In a conference call with analysts last Friday, Enbridge CEO Al Monaco said Line 3 remains on schedule and is now 80% complete, despite the continuing legal wrangling.
“Construction-wise, we’re tracking to schedule,” he said. “We’re moving along well and continue to work on water crossings. All that to say, we’re on track for a Q4 in service.”
The Line 3 replacement will carry oil from Alberta to an Enbridge terminal in Superior, WI. The Minnesota leg of the project—the last section remaining to be completed—has been met by protests along the route, with more than 500 demonstrators arrested or issued citations since December.

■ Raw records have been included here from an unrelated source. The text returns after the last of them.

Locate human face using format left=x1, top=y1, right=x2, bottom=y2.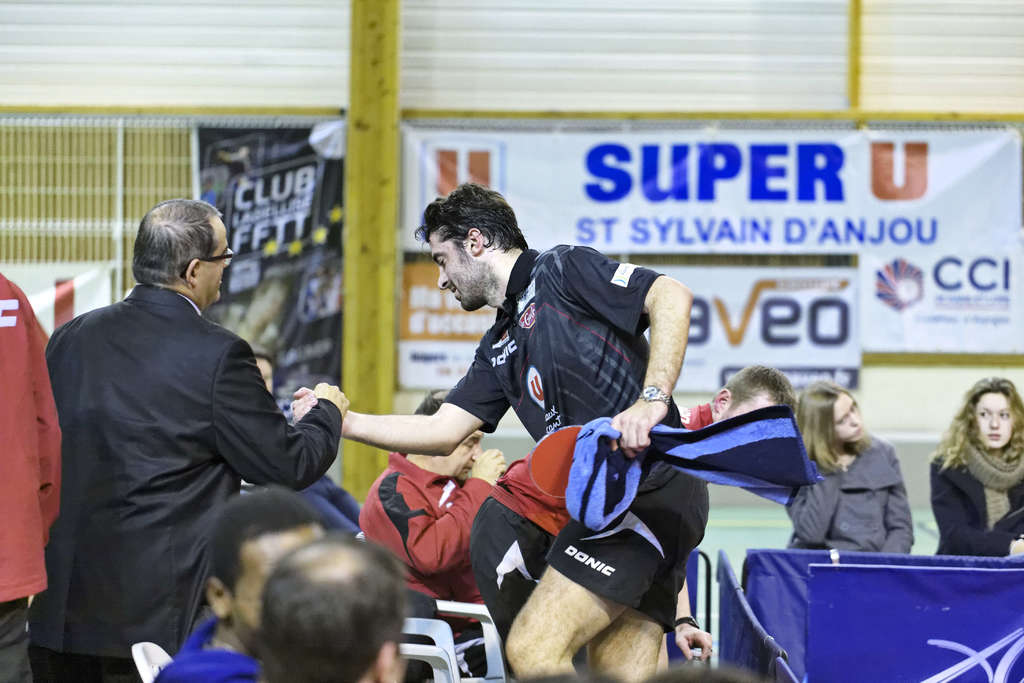
left=200, top=222, right=235, bottom=303.
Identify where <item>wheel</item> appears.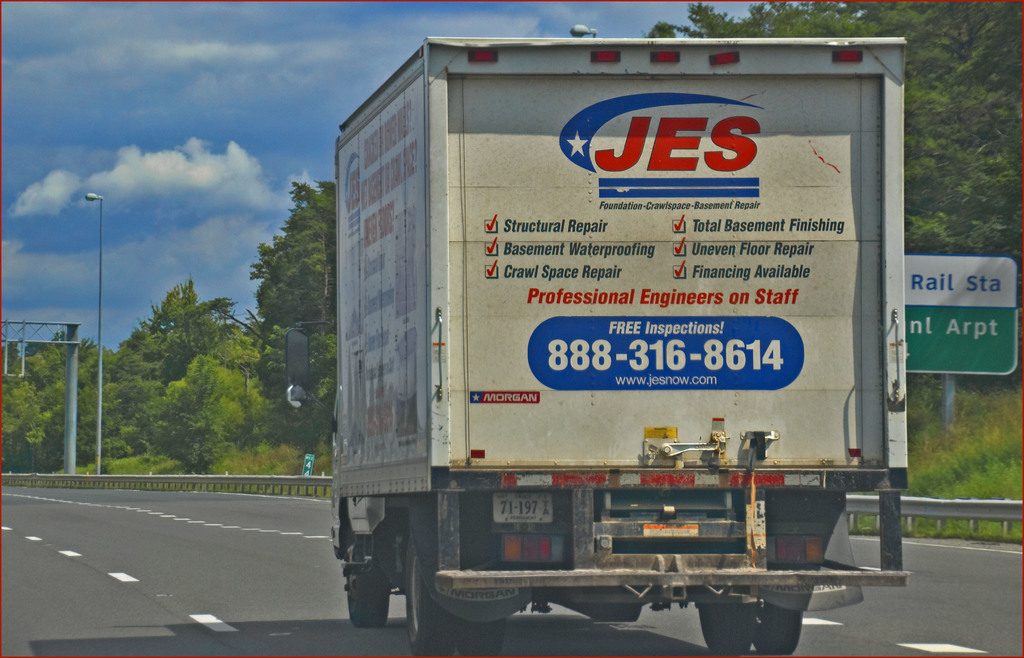
Appears at l=403, t=536, r=456, b=657.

Opponents of the project, including Indigenous groups the White Earth Band of Ojibwe and the Red Lake Band of Chippewa, as well as environmental groups like the U.S. Sierra Club and Honor the Earth, say the Line 3 expansion will accelerate climate change and poses a risk of oil spills in environmentally sensitive areas.

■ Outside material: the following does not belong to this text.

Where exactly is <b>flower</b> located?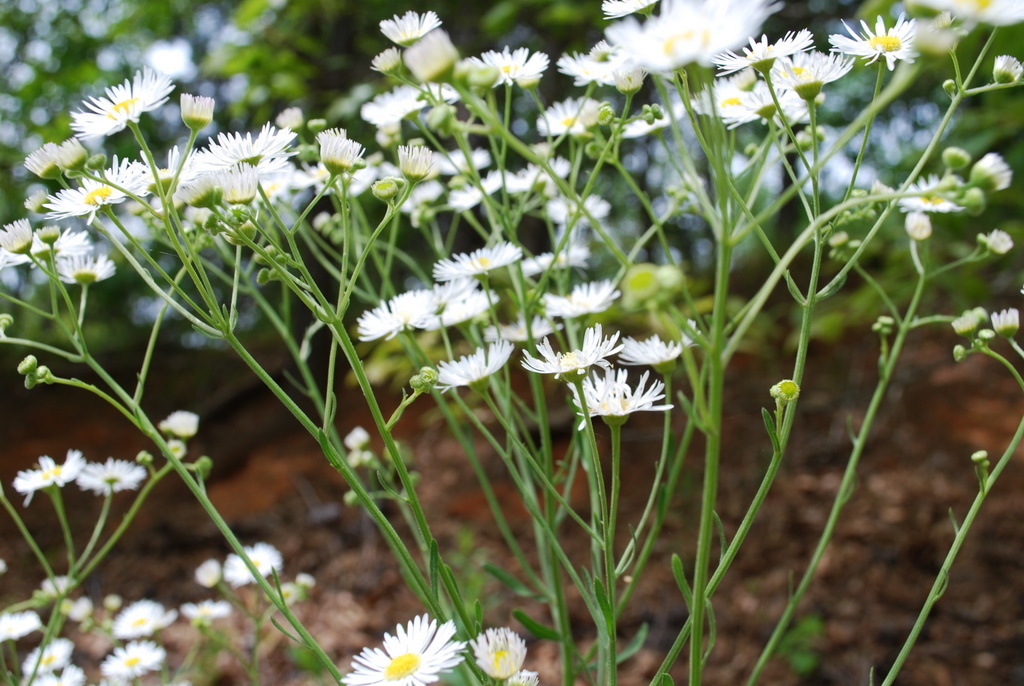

Business-as-usual analysts see the Line 3 expansion as a critical project for the Alberta oilpatch, which they maintain has been hamstrung by a lack of pipeline infrastructure in recent years. An IHS Markit report last December found that delays in the expansion of that export pipeline capacity have contributed to lower prices in Western Canada, representing a loss of $17 billion for the crude oil industry over the last five years.
Other assessments have questioned the need for new pipeline capacity, pointing out that Alberta bitumen is expensive on world markets and more complicated for refiners to process. A growing mountain of evidence points to the job, economic, and environmental opportunities Alberta is missing out on as it stubbornly ignores the transition off fossil fuels.

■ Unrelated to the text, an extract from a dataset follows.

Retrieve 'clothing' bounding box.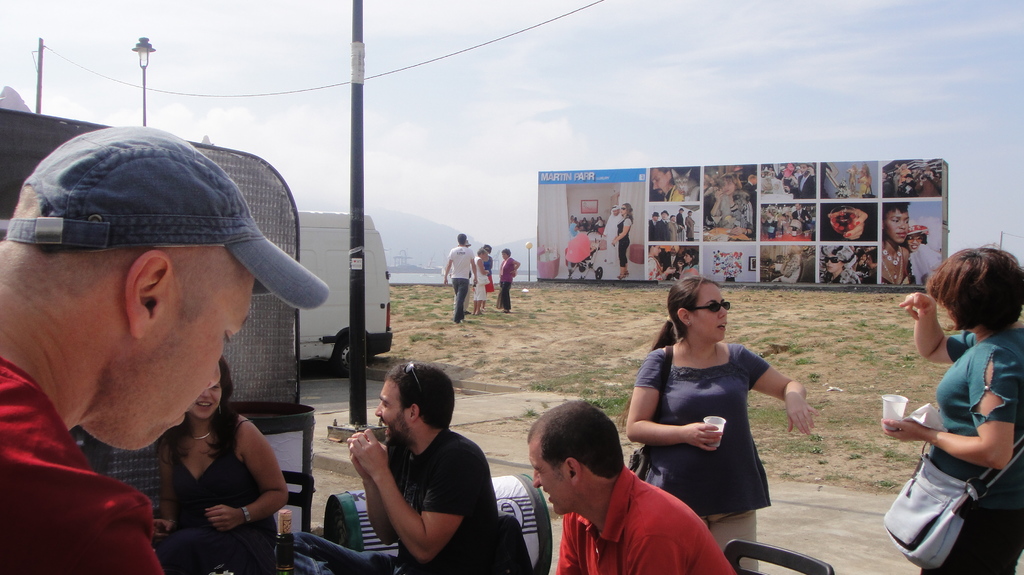
Bounding box: box=[664, 186, 684, 200].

In June, Calgary-based TC Energy walked away from its Keystone XL Pipeline project after U.S. President Joe Biden cancelled a key operating permit, leaving Enbridge’s Line 3 project and the taxpayer-owned Trans Mountain Pipeline as Canada’s main pipeline projects. Between the two, CP says, the total export addition of nearly one million barrels per day is expected to meet Western Canada’s oil export needs at least through the first half of the decade.
“Our understanding of the market here in Western Canada is there’s a significant amount of heavy crude waiting to come to market from producers that hasn’t been started up yet,” Monaco said. “There are some very close-to-completion brownfield projects with producers that would come to market very quickly, with sufficient egress.”